Yes. Label weekend and evening entries by actual date and event task so managers can review staffing and weekly totals. The FLSA federal baseline does not require overtime premium pay solely for Saturday, Sunday, holiday, or regular rest-day work. Covered nonexempt employees receive FLSA overtime for hours worked over 40 in a fixed 168-hour workweek at a rate of at least 1.5 times the regular rate, unless another law, policy, or contract adds more.
Split the call when decisions affect different events, budgets, or deadlines. A client update that covers a conference, gala, and product launch should show separate allocations or clear notes for each event.

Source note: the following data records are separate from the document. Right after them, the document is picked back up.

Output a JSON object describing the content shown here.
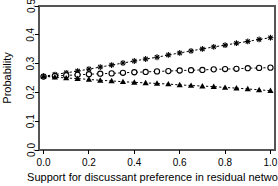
{
  "chart_data": {
    "type": "scatter",
    "title": "",
    "xlabel": "Support for discussant preference in residual network",
    "ylabel": "Probability",
    "xlim": [
      -0.02,
      1.02
    ],
    "ylim": [
      0.0,
      0.5
    ],
    "grid": false,
    "legend": "none",
    "xticks": [
      "0.0",
      "0.2",
      "0.4",
      "0.6",
      "0.8",
      "1.0"
    ],
    "xtick_values": [
      0.0,
      0.2,
      0.4,
      0.6,
      0.8,
      1.0
    ],
    "yticks": [
      "0.0",
      "0.1",
      "0.2",
      "0.3",
      "0.4",
      "0.5"
    ],
    "ytick_values": [
      0.0,
      0.1,
      0.2,
      0.3,
      0.4,
      0.5
    ],
    "x": [
      0.0,
      0.05,
      0.1,
      0.15,
      0.2,
      0.25,
      0.3,
      0.35,
      0.4,
      0.45,
      0.5,
      0.55,
      0.6,
      0.65,
      0.7,
      0.75,
      0.8,
      0.85,
      0.9,
      0.95,
      1.0
    ],
    "series": [
      {
        "name": "upper-series",
        "marker": "star",
        "linestyle": "dashed",
        "color": "#000000",
        "values": [
          0.256,
          0.262,
          0.268,
          0.274,
          0.281,
          0.288,
          0.295,
          0.302,
          0.309,
          0.316,
          0.322,
          0.33,
          0.337,
          0.344,
          0.351,
          0.358,
          0.364,
          0.371,
          0.377,
          0.384,
          0.39
        ]
      },
      {
        "name": "middle-series",
        "marker": "open-circle",
        "linestyle": "dashed",
        "color": "#000000",
        "values": [
          0.255,
          0.257,
          0.259,
          0.261,
          0.263,
          0.265,
          0.266,
          0.268,
          0.27,
          0.271,
          0.273,
          0.274,
          0.276,
          0.277,
          0.278,
          0.28,
          0.281,
          0.282,
          0.284,
          0.285,
          0.286
        ]
      },
      {
        "name": "lower-series",
        "marker": "filled-triangle",
        "linestyle": "dashed",
        "color": "#000000",
        "values": [
          0.256,
          0.253,
          0.25,
          0.248,
          0.245,
          0.242,
          0.24,
          0.237,
          0.235,
          0.233,
          0.231,
          0.229,
          0.226,
          0.224,
          0.222,
          0.22,
          0.217,
          0.215,
          0.212,
          0.209,
          0.206
        ]
      }
    ]
  }
}
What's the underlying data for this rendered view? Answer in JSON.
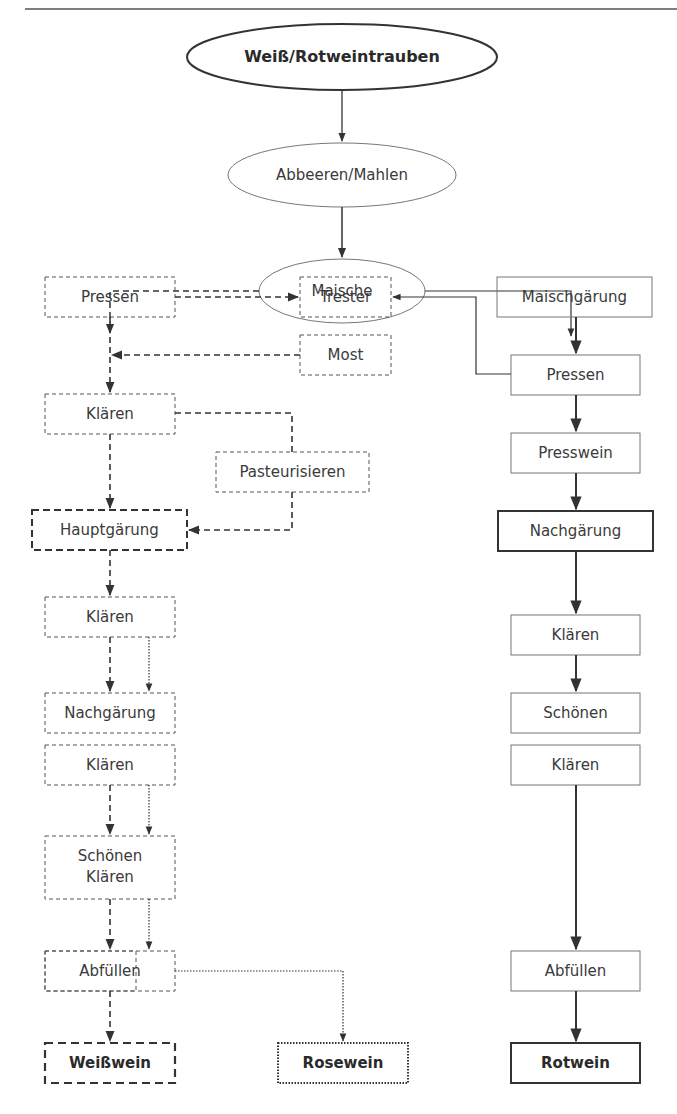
{
  "diagram": {
    "title_node": "Weiß/Rotweintrauben",
    "nodes": {
      "start": "Weiß/Rotweintrauben",
      "abbeeren": "Abbeeren/Mahlen",
      "maische": "Maische",
      "w_pressen": "Pressen",
      "trester": "Trester",
      "most": "Most",
      "w_klaeren1": "Klären",
      "pasteurisieren": "Pasteurisieren",
      "hauptgaerung": "Hauptgärung",
      "w_klaeren2": "Klären",
      "w_nachgaerung": "Nachgärung",
      "w_klaeren3": "Klären",
      "w_schoenen_1": "Schönen",
      "w_schoenen_2": "Klären",
      "w_abfuellen": "Abfüllen",
      "weisswein": "Weißwein",
      "rosewein": "Rosewein",
      "maischgaerung": "Maischgärung",
      "r_pressen": "Pressen",
      "presswein": "Presswein",
      "r_nachgaerung": "Nachgärung",
      "r_klaeren1": "Klären",
      "r_schoenen": "Schönen",
      "r_klaeren2": "Klären",
      "r_abfuellen": "Abfüllen",
      "rotwein": "Rotwein"
    },
    "line_styles": {
      "weisswein_path": "dashed",
      "rosewein_path": "dotted",
      "rotwein_path": "solid"
    },
    "colors": {
      "stroke": "#333333",
      "light_stroke": "#777777",
      "text": "#3a3a3a"
    }
  }
}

A single entry works only when the call supports one event or one shared program budget and the note makes that scope clear.
Useful entries identify the vendor or service category, event, date, task, person, and approval status. A note such as reviewed catering invoice against final headcount is more useful than admin work. Time records support the planner's review of bills for accuracy and approval for payment; vendor invoices remain the source document for vendor charges.
Record the venue when it explains the business purpose, such as hotel walkthrough, conference-center inspection, or onsite production. Avoid collecting more personal information than the work record needs. U.S. businesses handling personal information must avoid unfair or deceptive practices under Section 5 of the FTC Act. For covered businesses, the CCPA covers California residents who are employees or job applicants.
Everhour Timesheets collect weekly project hours and working hours by person, so event managers can review time before payroll or client billing. Team members submit time, admins can approve, reject, or partially approve it, and approved time stays locked for regular members.
Everhour embeds tracking controls in tools such as Asana, ClickUp, Jira, Monday, Notion, Trello, GitHub, Linear, and Basecamp. Event teams can log time against tasks where venue, vendor, agenda, and onsite work already live, while the hours flow into one reporting layer.
Turn scattered event work into submitted weekly timesheets. Everhour Timesheets lets managers approve, reject, partially approve, and lock entries before payroll or client billing, keeping event labor review clear.